What began as a cookie and hot chocolate sale at the end of Tristan Alvarez’s driveway ended in the Port Coquitlam 12-year-old foregoing trick-or-treat candy to help raise money for a five-year-old girl suffering from inoperable brain tumours.
“He calls her his ‘angel,’” Alvarez’s mother, Dayna Lonquist, told The Tri-City News.
Five-year-old Natalie MacDonald has neurofibramatosis type 1, or NF-1, the complex disorder that leads to tumour growth all over the body. Several tumours have grown in her brain, obstructing her hearing to the point where she has become partially deaf.

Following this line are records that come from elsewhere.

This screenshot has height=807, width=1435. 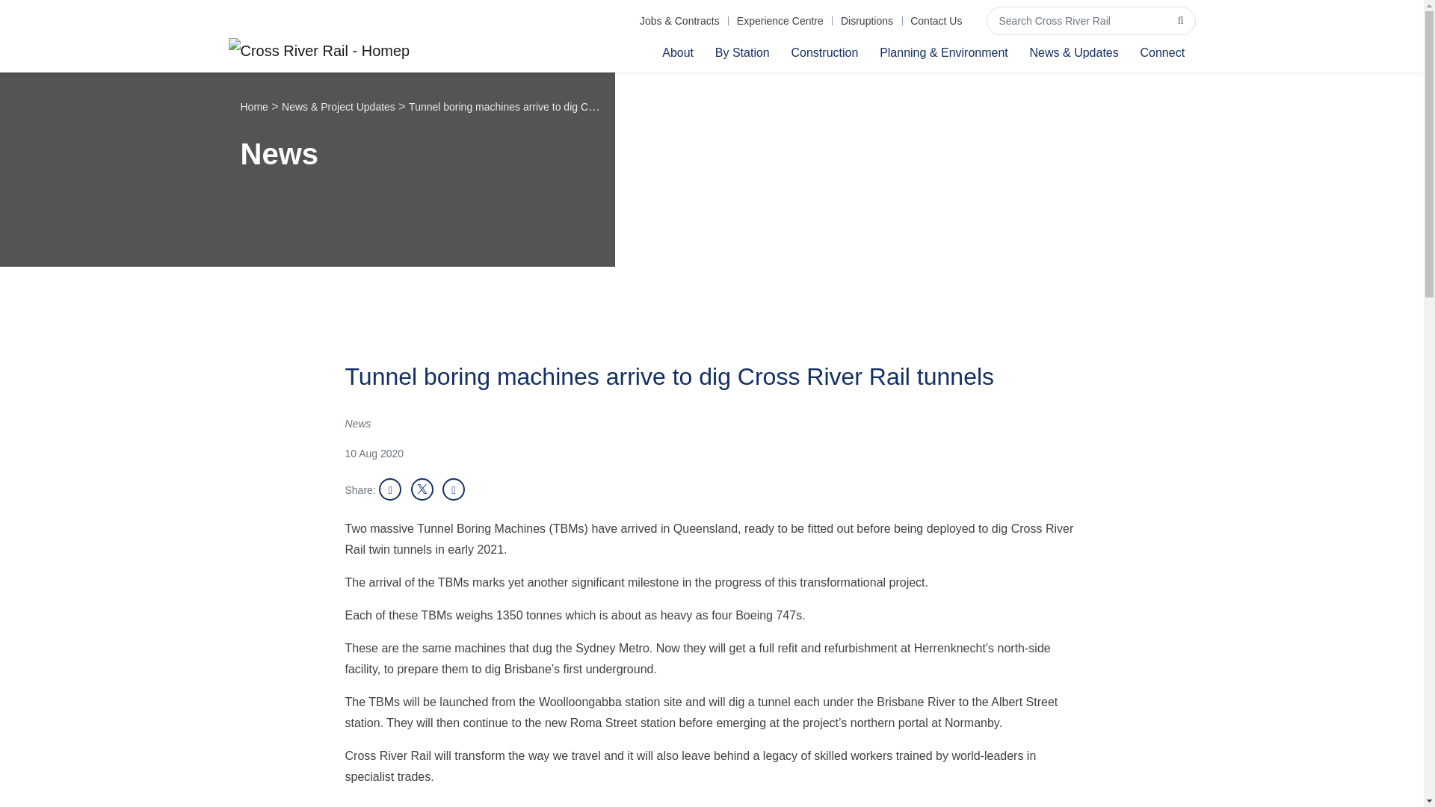 What do you see at coordinates (866, 21) in the screenshot?
I see `Disruptions` at bounding box center [866, 21].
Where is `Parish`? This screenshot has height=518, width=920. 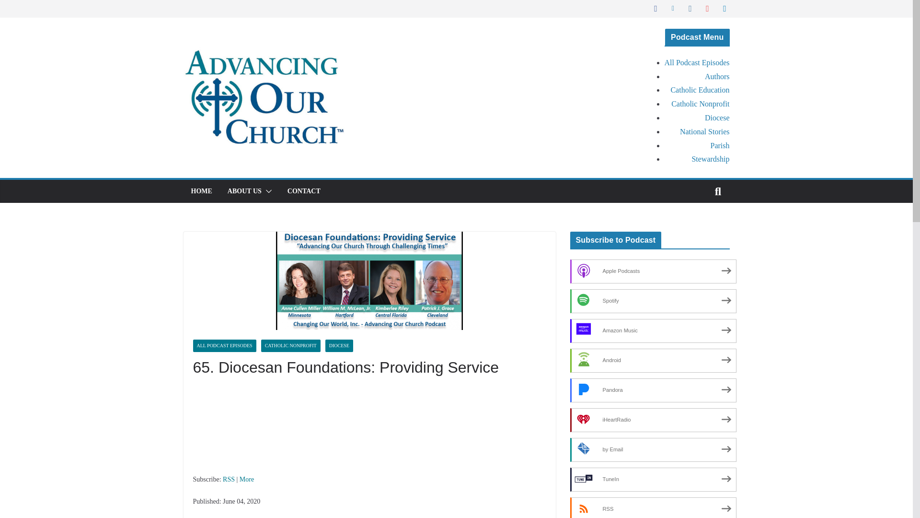 Parish is located at coordinates (720, 145).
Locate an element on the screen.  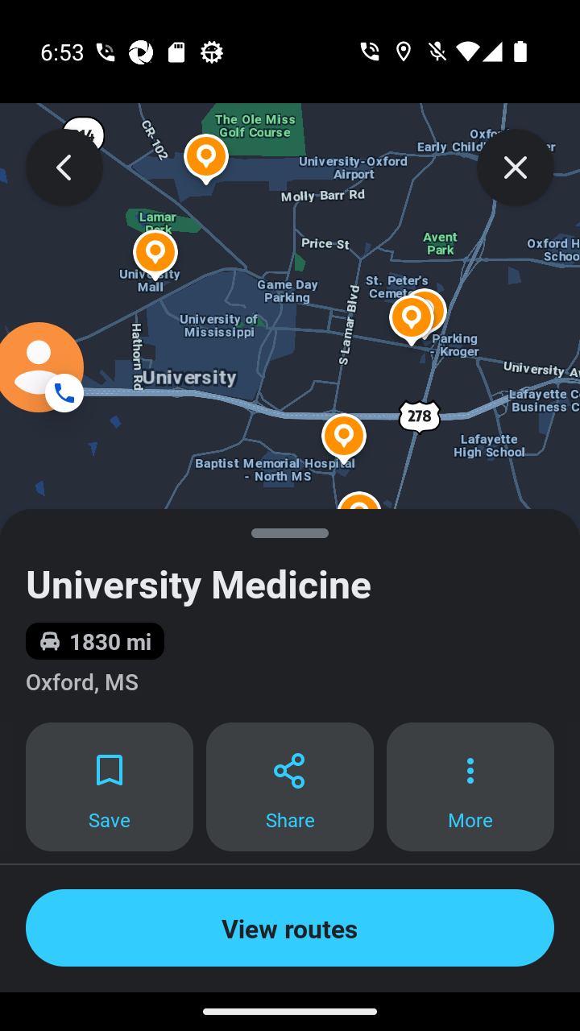
View routes is located at coordinates (290, 928).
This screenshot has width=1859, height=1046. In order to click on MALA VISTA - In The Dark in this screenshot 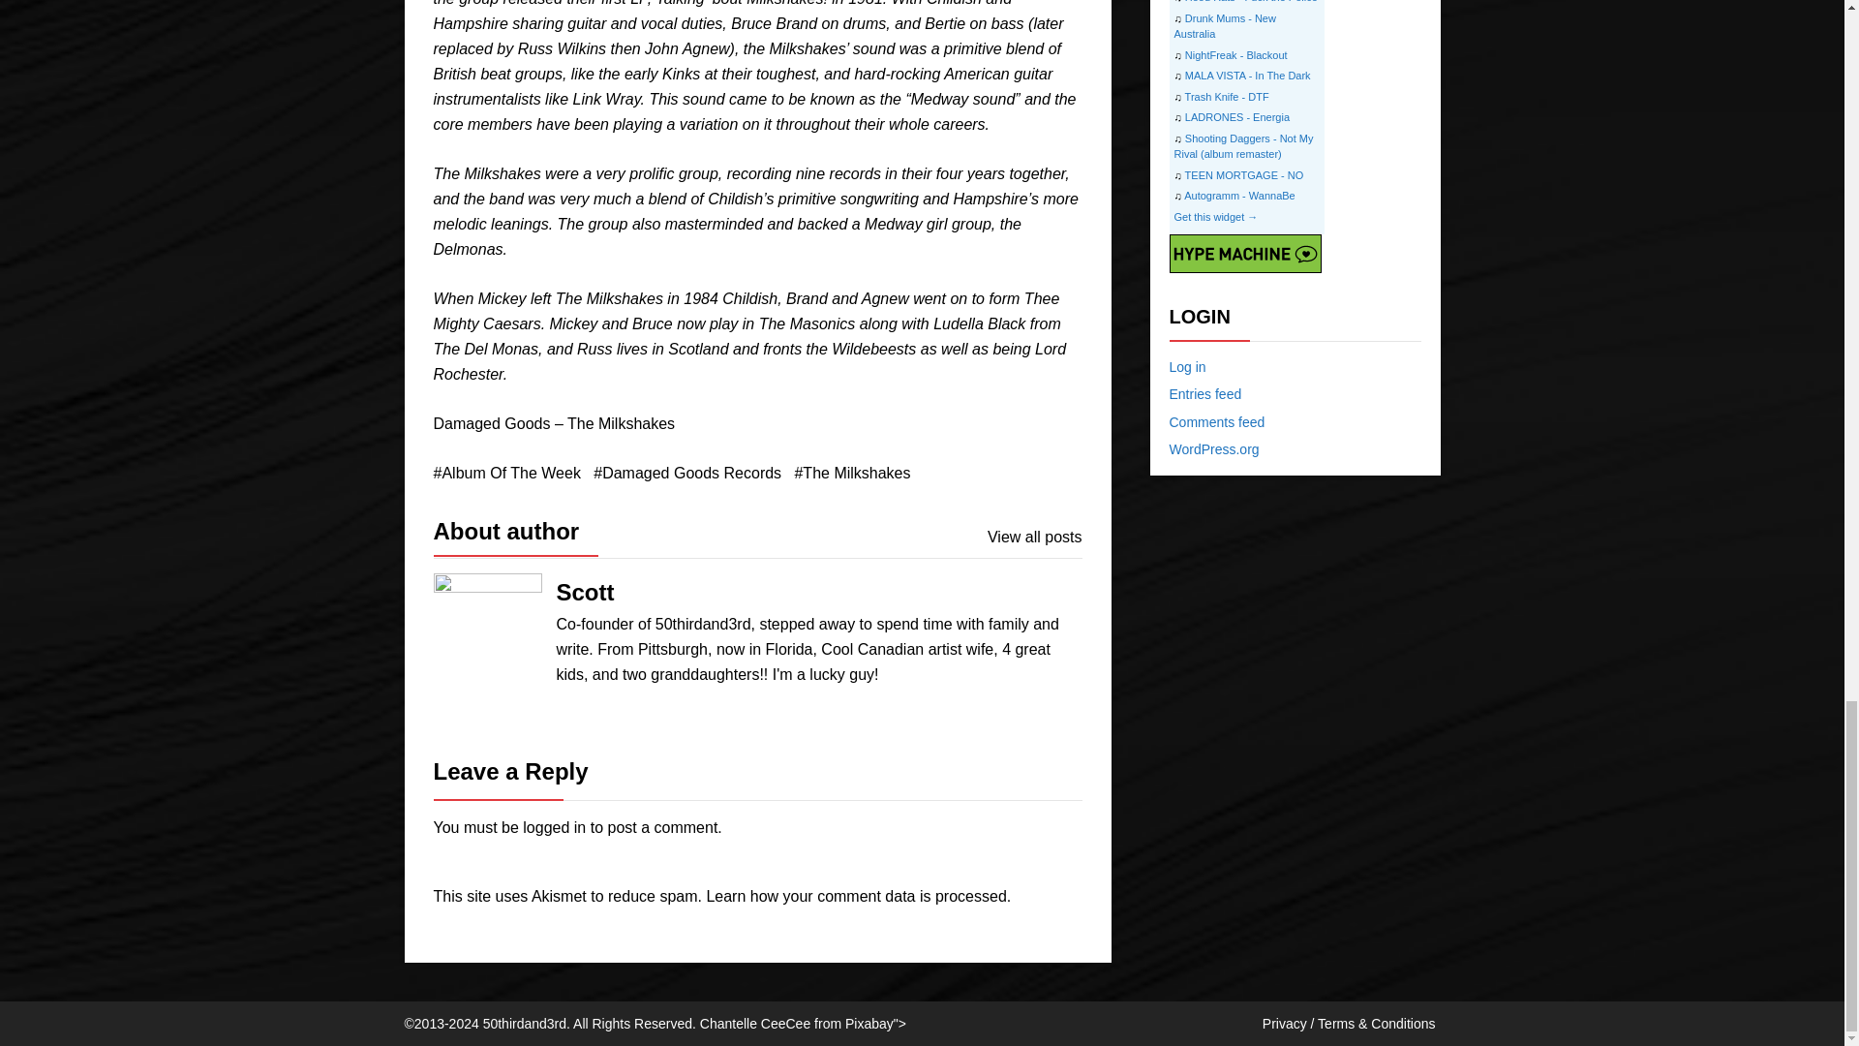, I will do `click(1247, 76)`.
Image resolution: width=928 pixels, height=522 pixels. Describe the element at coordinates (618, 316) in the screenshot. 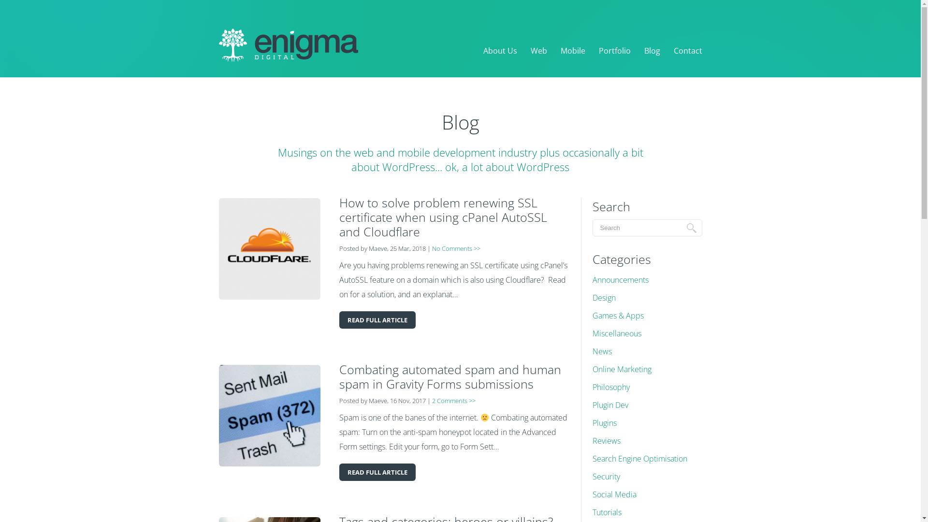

The tumours have also affected her airway and, at night, Natalie needs a breathing machine to help her sleep.

All that means that the Coquitlam kindergarten student visits BC Children’s Hospital every week to see an oncologist, one of 10 specialists she sees on a regular basis. Natalie has been lucky enough to receive a trial drug that keeps her tumour growth from getting worse, according to her mother, Tamara Goertzen.
One of the effects of the trial drug leaves her skin cracked, dry and susceptible to fungal infection; only CBD oil, a cannabis-based product, has helped temper the skin irritation.
But with a bottle costing about $85 to $135, Goertzen has struggled to provide her daughter with a steady supply after she lost her business, became a single mother and was forced to go on welfare. During one stretch, when Goertzen couldn’t afford the expensive oil, Natalie’s skin dried out so much it began to bleed.

Lonquist met Goertzen after watching one of the latter’s YouTube videos in which she teaches women who are struggling financially how to purchase affordable clothes in second-hand stores and still look beautiful. Soon, the women were going door-to-door, teaching women how to "thrift" in person, said Lonquist. That’s how Tristan and Natalie met.
“They kind of just bonded,” said Lonquist.
Determined to help, Tristan netted about $100 from his sale of cookies and hot chocolate. Then, as Halloween approached, “[Tristan] said, ‘Mom, I’m going to go out as Natalie’s little angel,’” Lonquist said.
When the mother and son went to Value Village to pick up a costume, an employee heard what Tristan was trying to accomplish and offered to pay (it didn’t hurt that Lonquist visits multiple times a week as part of her volunteer work).
Next, they went to Westwood Printers and had a custom sign made with a picture of the two under the banner, “Tristan’s Little Angel” — also paid for by the store, said Lonquist.
“I don’t think your son knows the effect he’s having on people,” Lonquist said one of the store workers told her through tears.
In an hour and 20 minutes of trick-or-treating, she said, Tristan had collected $220 for Natalie. That, together with the hot chocolate and cookie money, is enough for more than nine weeks of oil to provide some relief for Natalie’s skin.
Lonquist said she has now reached out to PoCo cannabis retailer burb to see if it would be interested in helping fund some of the oil for Natalie, and Tristan has asked his teachers at Minnekhada middle school if they can host a bake or freezie sale.
While they wait for answers, the two have started a GoFundMe page to raise money for an alternative drug treatment and to help the mother and daughter pay for ancillary costs such as hospital parking on their weekly visits.
“Most people are just caught up in their own lives,” Goertzen said. “It’s so refreshing to see human beings that want to make a difference.”